Comment: Anti-cop riot in Atlanta was out-of-town thuggery

A protest against a police training facility was an opportunity for antifa followers to wield violence.

By Debra J. Saunders / Creators.com

Atlanta Police are not sugar-coating the violent protests that have plagued the city this month. The department charged six individuals on Jan. 21 on eight counts that include “interference with government property” and “domestic terrorism,” both felonies.

They are terrorists, Atlanta Police Chief Darin Schierbaum opined.

The protesters’ ostensible cause is to prevent the construction of a $90 million police training center approved by the Atlanta City Council in 2021. Opponents call the facility “Cop City.”

Cop City foes claim to be peaceful, but whom are they kidding? Anyone who participates in an antifa protest should know that what starts peaceful need not remain peaceful.

Check it out online. You can see footage of hooded, masked marauders throwing objects into storefront windows and a Molotov cocktail erupting near police. Local station Fox5 aired footage of a police patrol car set on fire in the downtown area.

Oh, yeah, and a protester shot and wounded a state trooper.

According to authorities, environmental activist Manuel Esteban Paez Teran shot a trooper, who was hospitalized and is in stable condition. Other law enforcement officers returned fire and killed Teran, a nonbinary individual who went by the moniker Tortuguita.

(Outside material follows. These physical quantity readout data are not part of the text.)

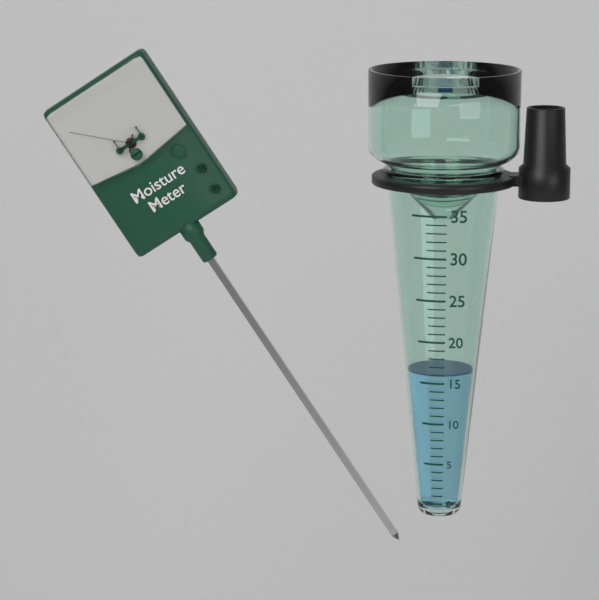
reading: 16 (no unit)
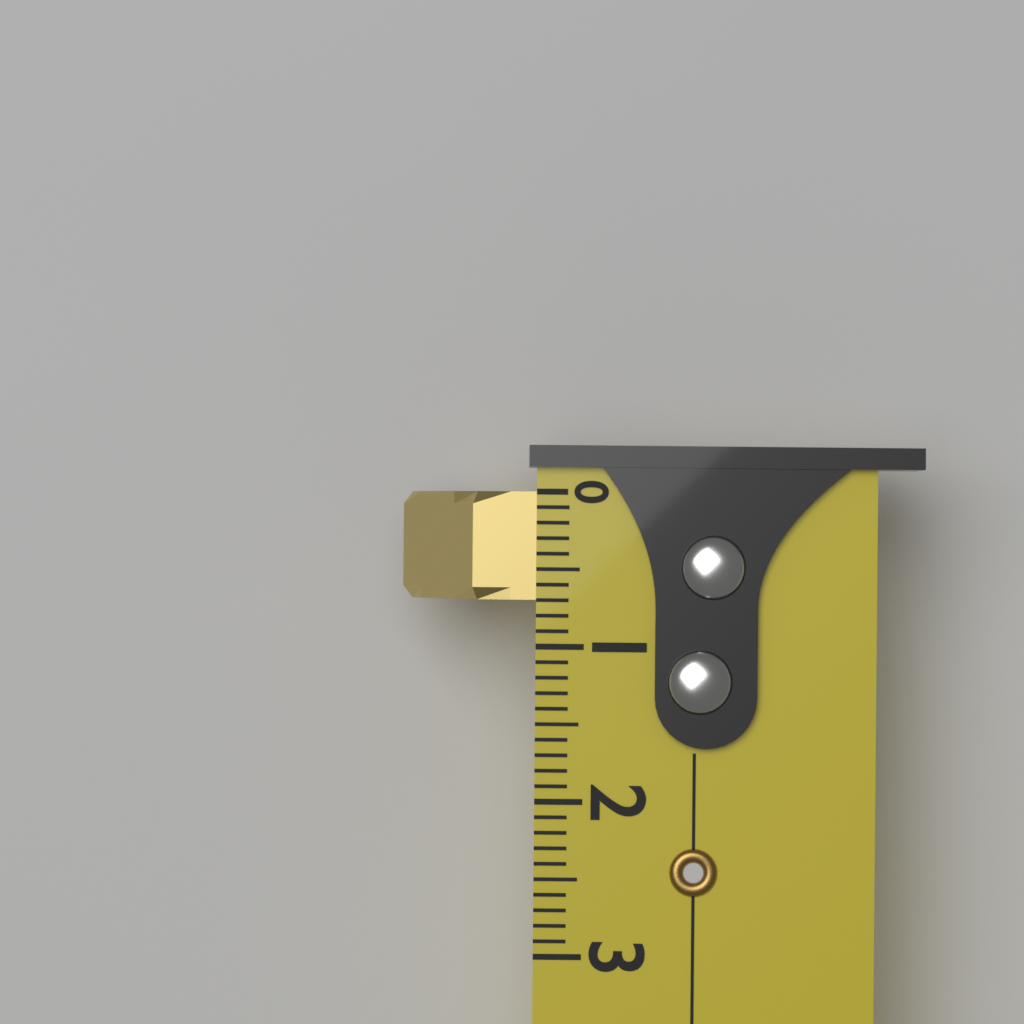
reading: 0.7 (no unit)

According to the Georgia Bureau of Investigation, the bullet that shot the officer came from a gun in Tortuguita’s possession.

Activists call the shooting of Tortuguita murder.

There’s no body cam footage of the shooting; which only feeds public distrust.

That said, it’s difficult to believe the anti-Cop City crowd given the violence that accompanies their travels.

Of six activists arrested Saturday, five were from out of state. This was hardly an organic local demonstration against the establishment. It was out-of-town thuggery.

“The loss of our lives remains meaningless to the police. Police killed a forest defender for loving this earth, for taking a stand against the ongoing destruction of the planet and its people,” read a statement posted on the Atlanta Community Press Collective.

Hello. The mob was trying to stop the construction of a government building approved by elected officials who represent their constituents. The mob didn’t bother trying to persuade officialdom, but instead chose vandalism and violence. They’re like the Jan. 6 protesters who two years ago tried to stop Congress from recognizing President Biden’s 2020 victory. They don’t like something, they use force.

Law enforcement should throw the book at them.